Mac Lab Report
Working Around File Sharing's 'Wall of 10'
- 2001.08.16
If you have ever set up a small Mac network, you know creating a server is as easy as pie (see Transferring Files from Your Old Mac to Your New One for more on this topic), and it's a snap to setup login names and passwords using Users and Groups. This function is called "Personal File Sharing" in the deep Apple documentation, but as your needs grow you will soon hit the "Wall of 10."
Apple designed personal file sharing for small work groups. To encourage upgrades to AppleShare IP or Mac OS X Server, they built in some limitations which money can alleviate.
Having no money, I had to create a workaround, and I thought others might be interested.
In my classroom last year, nine Power Mac computers were connected through the building's network to my server, a Quadra 700 decked out with 20 MB of RAM, an aging SyQuest 200 MB cartridge drive, and an external 1 GB LaCie SCSI drive, which was the workhorse drive of the system. (Aside: That squirrelly drive rattled all last year, buzzed, and clicked, until I finally broke down and opened the thing up and discovered it had a bad cooling fan - which I replaced, solving the problem. If the thing is out of warranty, go ahead and open it up! You'd be surprised what you can fix.)
Anyway, with nine computers on the network I never really encountered the "10 limit," so it wasn't until this fall, when I obtained several brand spanking new iMacs for the classroom, that I had to face reality: Everyone couldn't automatically be logged into the server simultaneously any more.
What is the "10 limit"? Built into Apple's file sharing system are the following limits:
- No more than 10 folders can be "share points" at one time. A "share point" is a folder or drive volume which appears on the network as a device you can connect to remotely. You can share many more than 10 folders within a single share point, but they cannot be logged into separately. So if you wanted to have a folder for every user, secure from other users' eyes, 10 is your limit.
- No more than 10 users can be connected simultaneously.
- No more than 100 users can be listed in your Users and Groups file. (Most teachers, at least in high school, have well over 100 students. I have 170 or so.)
Apple Knowledge Base Article 15460 describes these limits and compares the limits set for AppleShare IP. (I'm still not used to saying "Knowledge Base" instead of "TIL".) Most of the numbers go up if you use AppleShare IP. Licenses of various sizes are available. Normal humans can buy a 10-user license, a 500-user license, and an "unlimited" license. Educators can buy a 50 user license, but this is exactly the wrong size: too large for a single classroom, but too small for a department.
Given these limitations and 14 computers, I can no longer allow everyone to connect to the server and just sit there for 100 minutes, always connected. So here is how I am working around the limit.
- I created a shared folder for each of my classes, using up 6 of the available 10 slots. This eliminates the problem of having individual logins, but it does mean that students will have to be better trained to avoid throwing away other people's work. A seventh shared folder is called "Today's Assignment" and contains URLs or settings files for the project in use that day.
- I also created a user for each class period, such as "First period student" and assigned a password. This effectively avoids the 100-user limit as am using only nine users (six classes, my assistant, myself, and the tech.)
- I made an alias of the shared folder while connected via a student machine, then copied the alias to all the other student machines. Double-clicking on the alias eliminates the "Chooser" and "AppleShare" and "zone" steps of logging in manually.
- Students will be trained to log in via the alias when necessary, but also to disconnect once the files are moved to the local machine. Since only 10 can be connected simultaneously, they'll just have to take turns.
An alternative suggested to me was running two servers simultaneously. That might work, but it does prohibit the use of the "Today's Assignment" folder unless I struggle to keep both folders synchronized. It also takes up an ethernet port I'd rather use on a student machine.
This fall we will begin using the iBook cart labs Apple is so fond of advertising. Our carts will have 15 or so iBooks on each cart plus a base station and an iMac. Without floppy drives on the iBooks and iMacs, Apple should remove the 10-user limit - or at least extend it to 20 or 30 machines - so districts can work around the lack of a floppy, which always causes trouble with the PC people and the people who purchase the hardware. Yes, they can all surf, even through a single base station if necessary, but they can't save their work anywhere without cumbersome unnecessary steps which could be eliminated by having a server able to handle a classroom of machines without extra expense. You might argue that an AppleShare IP license is small change compared to all those nice iBooks, but the conditions of our tech grant require us to spend nearly every available penny on putting machines in classrooms; there's nothing left for such niceties as server software (or floppy drives, for that matter).
When the iBook carts are ready, I'll let you know how it works out.
Jeff Adkins is a science teacher who isn't afraid to state his preferences in computing platforms. In his classroom he has everything from a beige All-in-One to a a G4 XServe, and they all work together nicely. He calls himself the "poster child for technology integration" in the classroom. He was the 2006 Outstanding Educator of the Year for the California Computer Using Educators (CUE) organization. He also maintains a site for astronomy teachers at www.AstronomyTeacher.com.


→ Directions for this task
The answer is every line in the data below that contains the word "aquí".

----- The input

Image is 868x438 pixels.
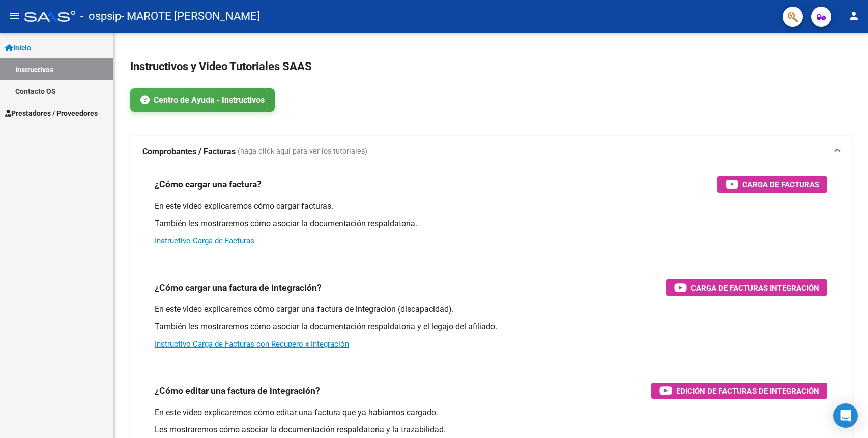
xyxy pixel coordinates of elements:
span: Inicio [5,43,31,53]
span: (haga click aquí para ver los tutoriales) [237,146,368,158]
h2: Instructivos y Video Tutoriales SAAS [130,57,852,76]
p: En este video explicaremos cómo cargar facturas. [154,201,828,212]
a: Instructivo Carga de Facturas con Recupero x Integración [154,340,349,349]
mat-expansion-panel-header: Comprobantes / Facturas (haga click aquí para ver los tutoriales) [130,136,852,168]
span: - MAROTE [PERSON_NAME] [121,5,260,27]
p: En este video explicaremos cómo cargar una factura de integración (discapacidad). [154,304,828,315]
h3: ¿Cómo editar una factura de integración? [154,384,320,398]
mat-icon: person [848,10,860,22]
span: - ospsip [80,5,121,27]
a: Centro de Ayuda - Instructivos [130,88,275,112]
div: Open Intercom Messenger [833,403,858,428]
span: Prestadores / Proveedores [5,108,97,119]
p: También les mostraremos cómo asociar la documentación respaldatoria. [154,218,828,229]
button: Carga de Facturas Integración [666,280,828,296]
p: Les mostraremos cómo asociar la documentación respaldatoria y la trazabilidad. [154,424,828,436]
mat-icon: menu [8,10,20,22]
span: Carga de Facturas Integración [691,281,819,294]
strong: Comprobantes / Facturas [142,146,236,158]
button: Carga de Facturas [718,177,828,193]
h3: ¿Cómo cargar una factura de integración? [154,280,322,295]
span: Edición de Facturas de integración [677,385,819,398]
button: Edición de Facturas de integración [652,383,828,399]
p: También les mostraremos cómo asociar la documentación respaldatoria y el legajo del afiliado. [154,321,828,333]
h3: ¿Cómo cargar una factura? [154,178,261,191]
p: En este video explicaremos cómo editar una factura que ya habíamos cargado. [154,407,828,419]
a: Instructivo Carga de Facturas [154,236,254,246]
span: Carga de Facturas [743,178,819,191]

----------

→ Answer space
span: (haga click aquí para ver los tutoriales) [237,146,368,158]
mat-expansion-panel-header: Comprobantes / Facturas (haga click aquí para ver los tutoriales) [130,136,852,168]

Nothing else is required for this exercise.